Franklin Templeton's BENJI fund (FOBXX) holds $380M+ in US Treasuries on the Stellar and Polygon blockchains. It was the first SEC-registered money market fund to record share ownership on a public blockchain — a regulatory breakthrough that opened the door for BlackRock's BUIDL.

Executive Briefing

Franklin Templeton’s Franklin OnChain US Government Money Fund — ticker FOBXX, consumer brand BENJI — is the regulatory archetype for institutional tokenized fund products. Its 2021 SEC approval established the foundational precedent: a public blockchain can serve as the official record of share ownership for an SEC-registered investment company, provided the fund’s transfer agent maintains the blockchain records within the regulatory framework. Every subsequent tokenized fund — including BlackRock’s BUIDL — built on the regulatory architecture that Franklin Templeton spent four years constructing. Analysts who want to understand where the $16 trillion mutual fund industry is heading need to understand FOBXX in detail.

FOBXX AUM
$380M+
Franklin OnChain US Government Money Fund assets under management, Q4 2025

The 2021 SEC Approval: What Actually Happened

The FOBXX approval, granted by the SEC in 2021, is routinely described as the first blockchain-based money market fund approval. That framing, while accurate, obscures the more important regulatory precedent: the SEC approved a structure in which the fund’s transfer agent — Franklin Templeton itself, through a registered transfer agent subsidiary — uses a public blockchain (Stellar) as the official record-keeping system for shareholder accounts.
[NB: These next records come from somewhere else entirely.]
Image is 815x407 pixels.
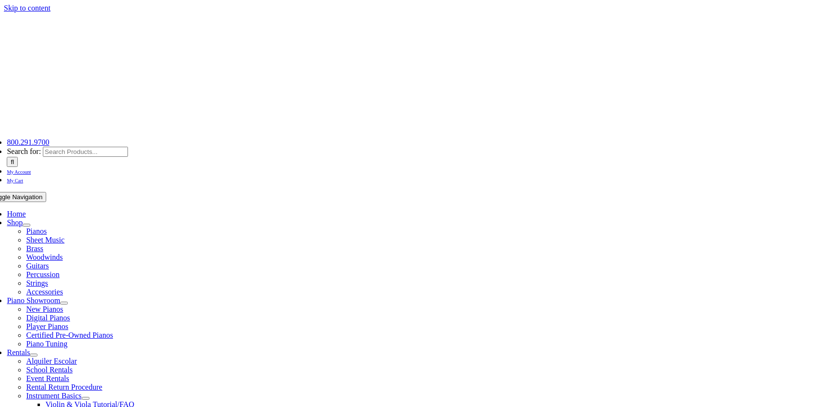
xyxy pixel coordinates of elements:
a: Piano Showroom [7,296,60,304]
a: Rental Return Procedure [26,383,102,391]
a: Event Rentals [26,374,69,382]
button: Open submenu of Instrument Basics [82,397,89,400]
a: 800.291.9700 [7,138,49,146]
a: Instrument Basics [26,391,81,400]
a: Skip to content [4,4,50,12]
input: Search [7,157,18,167]
span: Search for: [7,147,41,155]
a: Percussion [26,270,59,278]
a: Accessories [26,288,63,296]
a: Rentals [7,348,30,356]
a: Brass [26,244,43,252]
a: New Pianos [26,305,63,313]
a: Player Pianos [26,322,68,330]
a: Sheet Music [26,236,64,244]
a: Strings [26,279,48,287]
a: Guitars [26,262,49,270]
a: Woodwinds [26,253,63,261]
a: Digital Pianos [26,314,70,322]
a: My Account [7,167,31,175]
button: Open submenu of Shop [23,224,30,226]
span: My Account [7,169,31,175]
a: Piano Tuning [26,339,67,348]
a: My Cart [7,176,23,184]
a: Alquiler Escolar [26,357,76,365]
a: Shop [7,218,23,226]
button: Open submenu of Piano Showroom [60,302,68,304]
a: Home [7,210,25,218]
input: Search Products... [43,147,128,157]
a: Pianos [26,227,47,235]
span: My Cart [7,178,23,183]
button: Open submenu of Rentals [30,353,38,356]
a: School Rentals [26,365,72,374]
a: Certified Pre-Owned Pianos [26,331,113,339]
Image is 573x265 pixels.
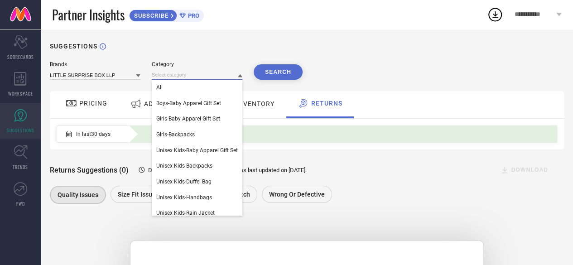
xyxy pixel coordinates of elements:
h1: SUGGESTIONS [50,43,97,50]
span: Data is based on last 30 days and was last updated on [DATE] . [148,167,307,173]
span: Unisex Kids-Duffel Bag [156,178,212,185]
div: Unisex Kids-Backpacks [152,158,242,173]
span: Quality issues [58,191,98,198]
div: All [152,80,242,95]
span: Size fit issues [118,191,159,198]
span: Unisex Kids-Backpacks [156,163,212,169]
div: Category [152,61,242,67]
div: Girls-Baby Apparel Gift Set [152,111,242,126]
div: Unisex Kids-Handbags [152,190,242,205]
span: Partner Insights [52,5,125,24]
span: PRO [186,12,199,19]
span: PRICING [79,100,107,107]
span: All [156,84,163,91]
input: Select category [152,70,242,80]
a: SUBSCRIBEPRO [129,7,204,22]
span: In last 30 days [76,131,111,137]
span: RETURNS [311,100,342,107]
div: Boys-Baby Apparel Gift Set [152,96,242,111]
span: INVENTORY [236,100,275,107]
div: Open download list [487,6,503,23]
span: Boys-Baby Apparel Gift Set [156,100,221,106]
div: Percentage of sellers who have viewed suggestions for the current Insight Type [147,128,242,140]
span: SUBSCRIBE [130,12,171,19]
span: Girls-Baby Apparel Gift Set [156,116,220,122]
span: Unisex Kids-Baby Apparel Gift Set [156,147,238,154]
span: 3.4% [151,130,165,138]
span: Returns Suggestions (0) [50,166,129,174]
span: Wrong or Defective [269,191,325,198]
span: ADVERTISEMENT [144,100,199,107]
span: TRENDS [13,164,28,170]
div: Unisex Kids-Duffel Bag [152,174,242,189]
div: Brands [50,61,140,67]
div: Girls-Backpacks [152,127,242,142]
span: Unisex Kids-Rain Jacket [156,210,215,216]
div: Unisex Kids-Baby Apparel Gift Set [152,143,242,158]
button: Search [254,64,303,80]
span: FWD [16,200,25,207]
span: WORKSPACE [8,90,33,97]
span: SUGGESTIONS [7,127,34,134]
span: Girls-Backpacks [156,131,195,138]
span: SCORECARDS [7,53,34,60]
div: Unisex Kids-Rain Jacket [152,205,242,221]
span: Unisex Kids-Handbags [156,194,212,201]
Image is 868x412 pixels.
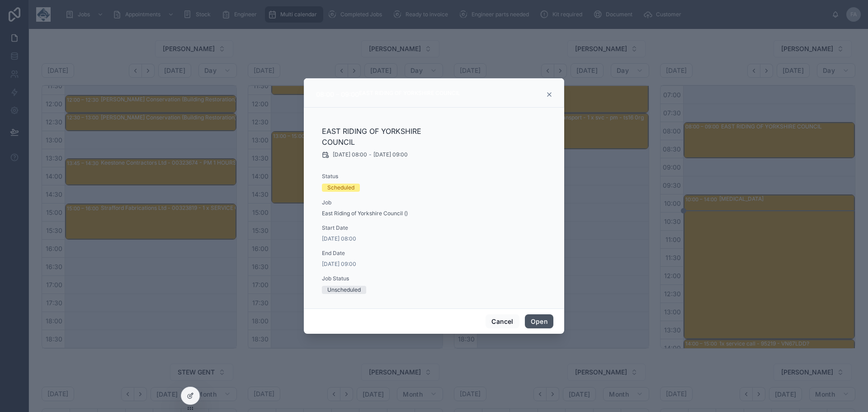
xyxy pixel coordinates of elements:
[322,261,452,267] span: [DATE] 09:00
[322,224,452,231] span: Start Date
[322,209,408,217] a: East Riding of Yorkshire Council ()
[486,314,519,328] button: Cancel
[322,235,452,242] span: [DATE] 08:00
[374,151,408,158] span: [DATE] 09:00
[315,90,460,100] div: 08:00 – 09:00EAST RIDING OF YORKSHIRE COUNCIL
[316,89,359,100] div: 08:00 – 09:00
[525,314,554,328] button: Open
[322,199,452,206] span: Job
[322,275,452,282] span: Job Status
[333,151,367,158] span: [DATE] 08:00
[327,285,361,294] div: Unscheduled
[369,151,372,158] span: -
[327,183,354,191] div: Scheduled
[322,249,452,257] span: End Date
[322,126,452,147] h2: EAST RIDING OF YORKSHIRE COUNCIL
[359,90,460,97] div: EAST RIDING OF YORKSHIRE COUNCIL
[322,173,452,180] span: Status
This is not a small thing. The Securities Exchange Act requires transfer agents to maintain accurate records of security ownership. The 1934 Act and implementing regulations were written assuming paper records, then computerized databases. Nowhere in the regulatory text does it say “or public blockchain.” Franklin Templeton spent years in dialogue with SEC staff demonstrating that:

  1. The Stellar blockchain provides an immutable, auditable record that meets or exceeds the accuracy and availability requirements of traditional transfer agent record systems.
  2. The fund’s registered transfer agent maintains control of the blockchain records within the regulatory perimeter — private keys are held by Franklin, not distributed to investors or validators.
  3. Investor protections — shareholder rights, redemption procedures, lost account recovery — function identically to traditional registered fund share classes.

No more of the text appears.